After 28 years avoiding it, the Marin Shakespeare Company finally brings Pericles, one of the playwright’s seldom-performed “difficult” plays, to the stage of the Forest Meadows Amphitheatre. The company’s version of this much maligned outcast in the Shakespeare canon ends a 2017–18 season—shortened by upcoming improvements to the facility—with a delightful evening of theater “under the stars.”
From a company and audience viewpoint, who could ask for better?
The problems with staging Pericles are many. First, it has a plot with almost as many twists and turns as the daily tweets emanating from our nation’s capital. The heir to Tyre’s throne needs a wife. To find one, and dodge the assassins who always seem to be closing in, Pericles (Dameion Brown) voyages to several city states of the ancient world and eventually wins the hand of Thaisa (Kathryn Smith-McGlynn) in a tournament.

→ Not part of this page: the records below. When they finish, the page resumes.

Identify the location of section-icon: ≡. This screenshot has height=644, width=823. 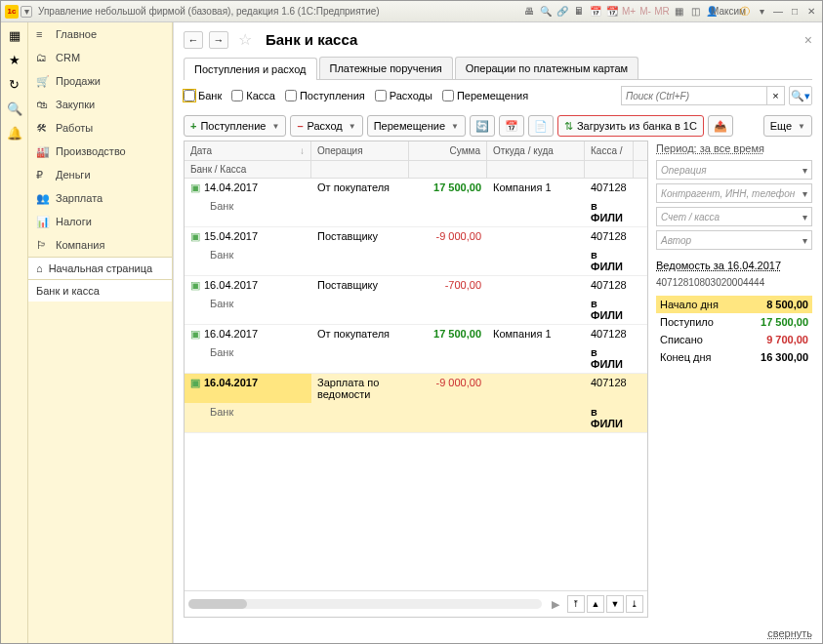
(42, 34).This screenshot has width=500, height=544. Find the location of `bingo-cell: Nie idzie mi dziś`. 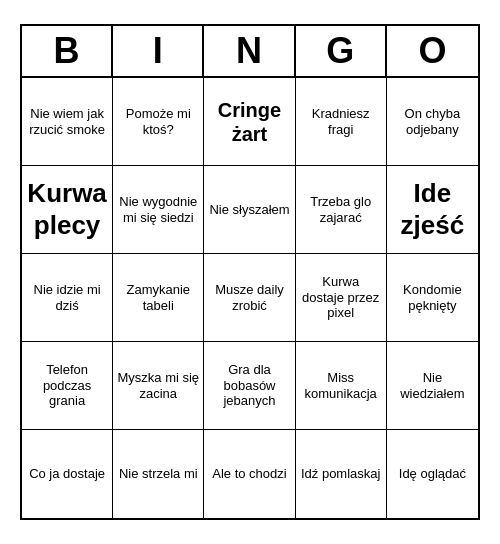

bingo-cell: Nie idzie mi dziś is located at coordinates (68, 298). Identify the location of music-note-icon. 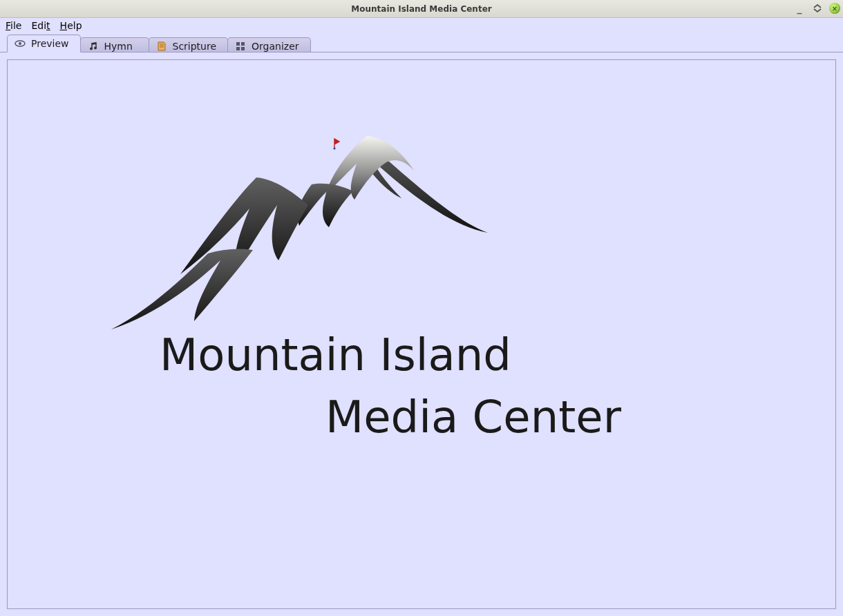
(93, 46).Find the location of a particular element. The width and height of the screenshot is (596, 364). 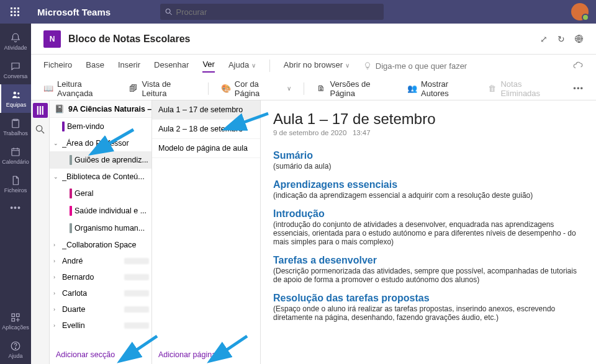

rail-help: Ajuda is located at coordinates (16, 350).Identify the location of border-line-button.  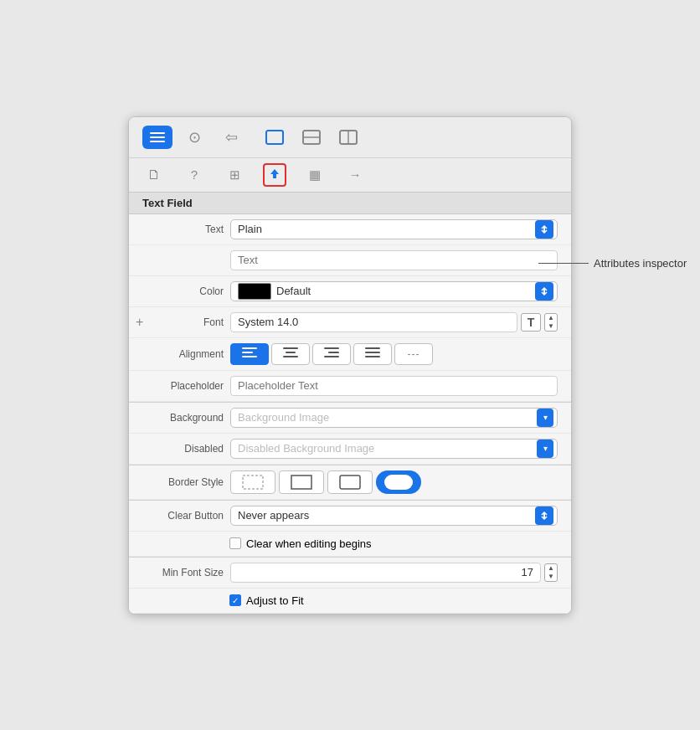
(301, 482).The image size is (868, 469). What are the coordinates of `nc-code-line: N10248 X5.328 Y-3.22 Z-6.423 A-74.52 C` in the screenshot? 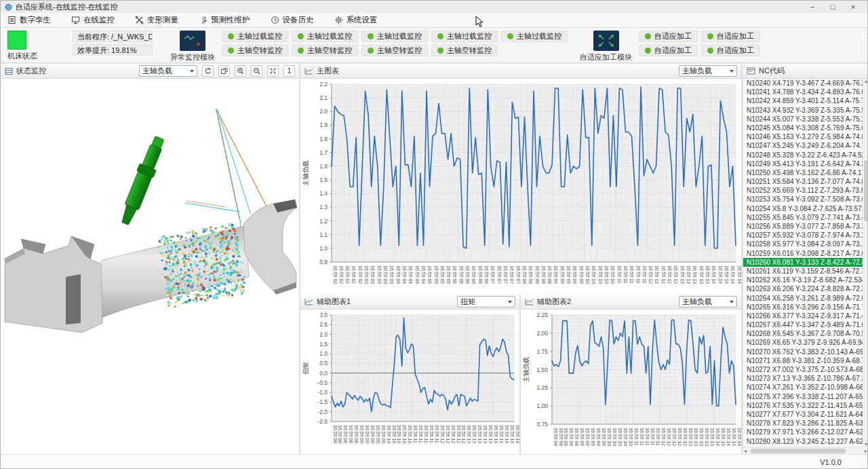 It's located at (806, 155).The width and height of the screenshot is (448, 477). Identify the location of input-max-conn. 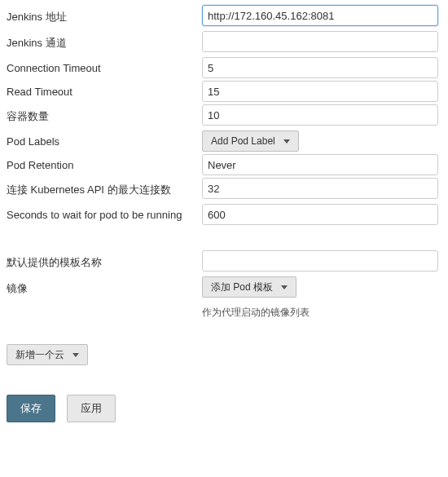
(320, 188).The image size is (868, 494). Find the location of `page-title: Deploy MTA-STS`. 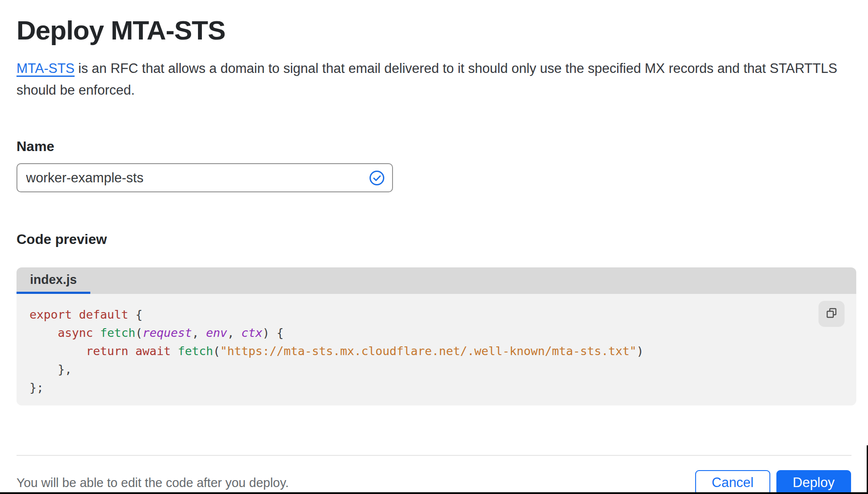

page-title: Deploy MTA-STS is located at coordinates (434, 30).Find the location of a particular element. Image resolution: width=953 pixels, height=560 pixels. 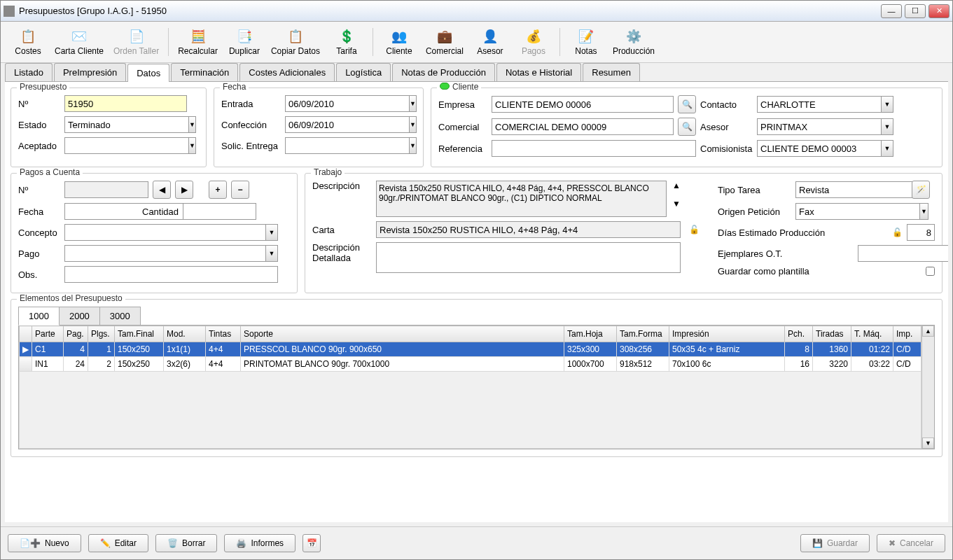

col-tmaq: T. Máq. is located at coordinates (872, 335). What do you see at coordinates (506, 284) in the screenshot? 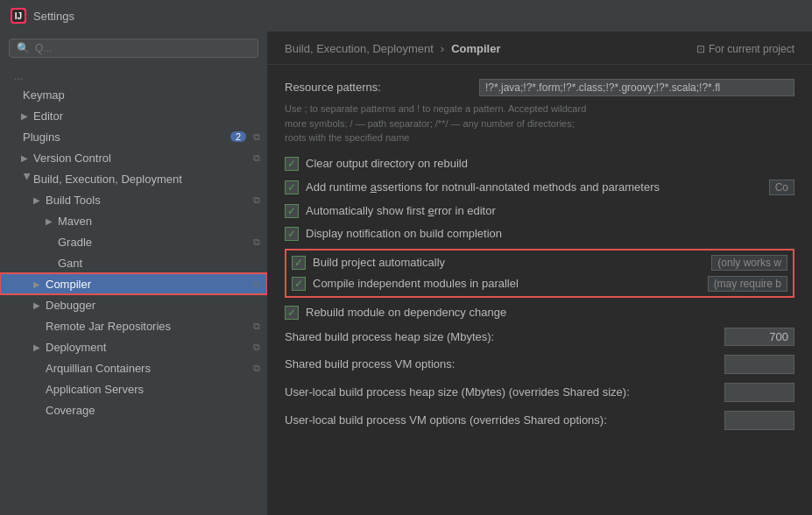
I see `checkbox-compile-parallel-label: Compile independent modules in parallel` at bounding box center [506, 284].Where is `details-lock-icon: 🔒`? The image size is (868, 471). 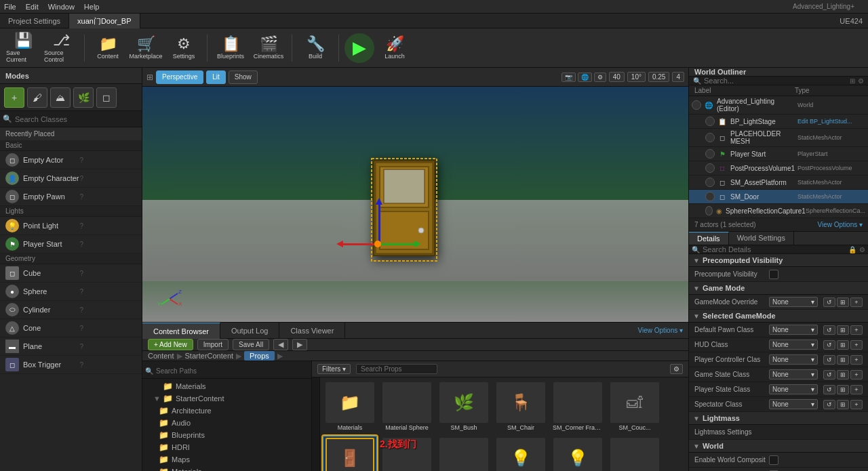 details-lock-icon: 🔒 is located at coordinates (852, 249).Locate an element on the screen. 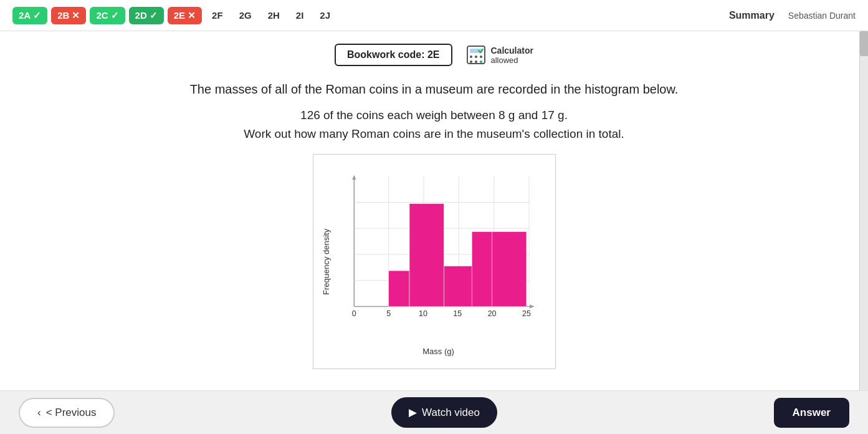  nav-tab-2J: 2J is located at coordinates (325, 15).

Returning by ship to Tyre, Thaisa dies giving birth to a daughter, Marina (Eliza Boivin), and is buried at sea, and the prince entrusts the care of his daughter to Cleon (Richard Pallaziol), the governor of Tarsus, whose wife, Dionyza (Cathleen Riddley), grows jealous of Marina’s beauty as the girl grows older. But before Dionyza can carry out a plot to killer her, Marina is kidnapped by a band of pirates and sold into a brothel, where her virginity will bring a high price from the upscale customers.
So far, poor Pericles’ troubles are close to King Lear’s on the misfortune index. But wait! There has been a miracle and . . . I think I should stop before proceeding further along the spoiler path.
Crazy as it sounds, the play is a near perfect vehicle for MSC’s performance style, which tends to find humor in almost every script.